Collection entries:
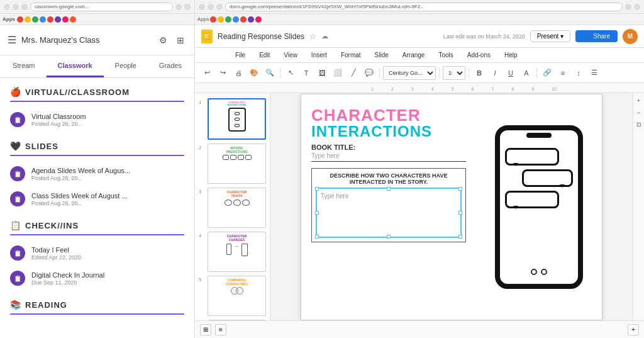  What do you see at coordinates (511, 73) in the screenshot?
I see `toolbar-underline: U` at bounding box center [511, 73].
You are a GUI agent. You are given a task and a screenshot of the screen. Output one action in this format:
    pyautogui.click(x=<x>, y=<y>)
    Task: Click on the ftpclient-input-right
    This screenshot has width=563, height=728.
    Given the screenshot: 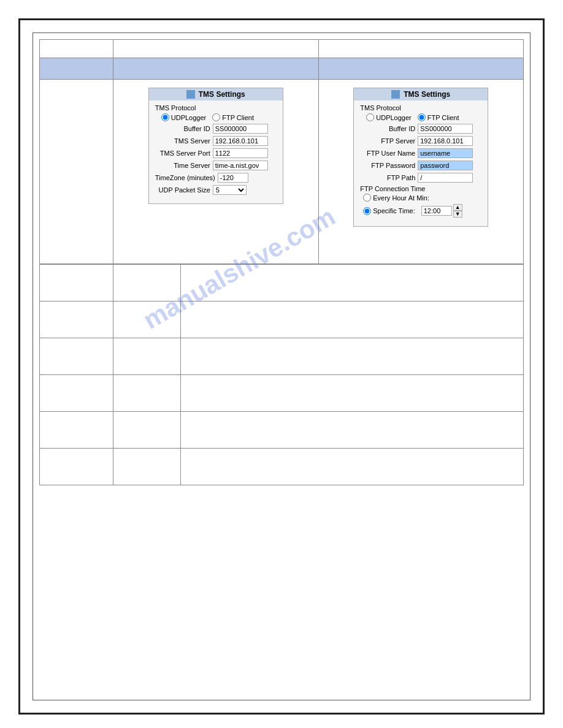 What is the action you would take?
    pyautogui.click(x=422, y=118)
    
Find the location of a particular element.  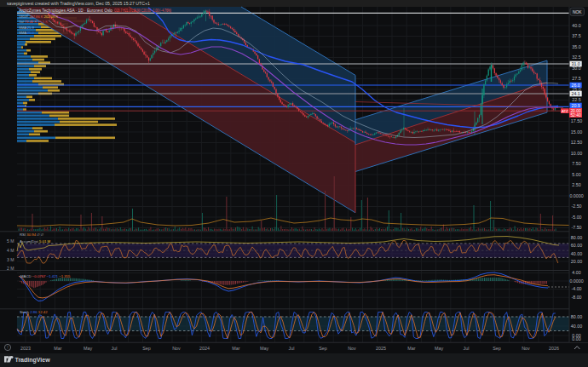

svg-text: 2026 is located at coordinates (554, 348).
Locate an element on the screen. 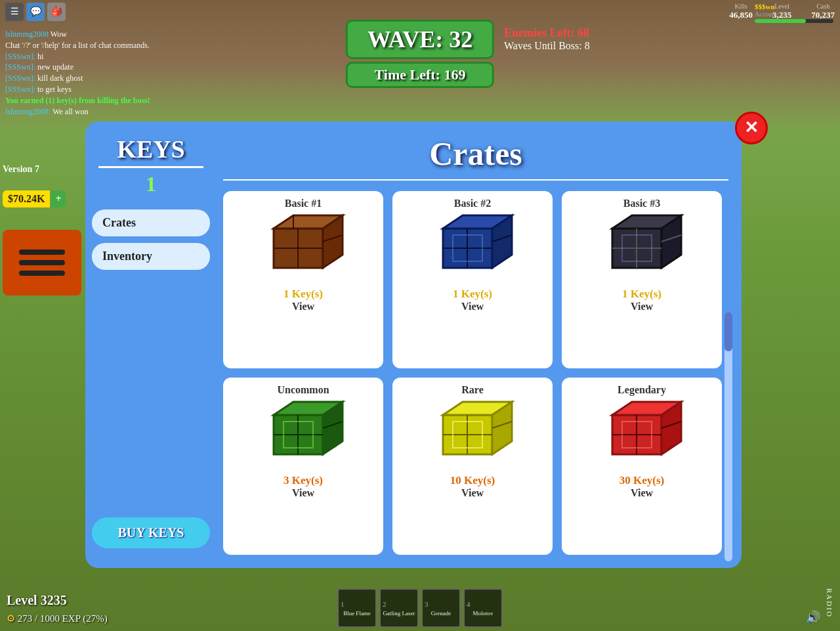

Work to complete: A word-for-word repeat of the lines from the line with "Find the location of a particular element." to the last line of the data, both ends included and pictures left out, is all that should appear.

Response to this task:
Find the location of a particular element.  

svg-text: 2026 is located at coordinates (554, 348).
Locate an element on the screen. 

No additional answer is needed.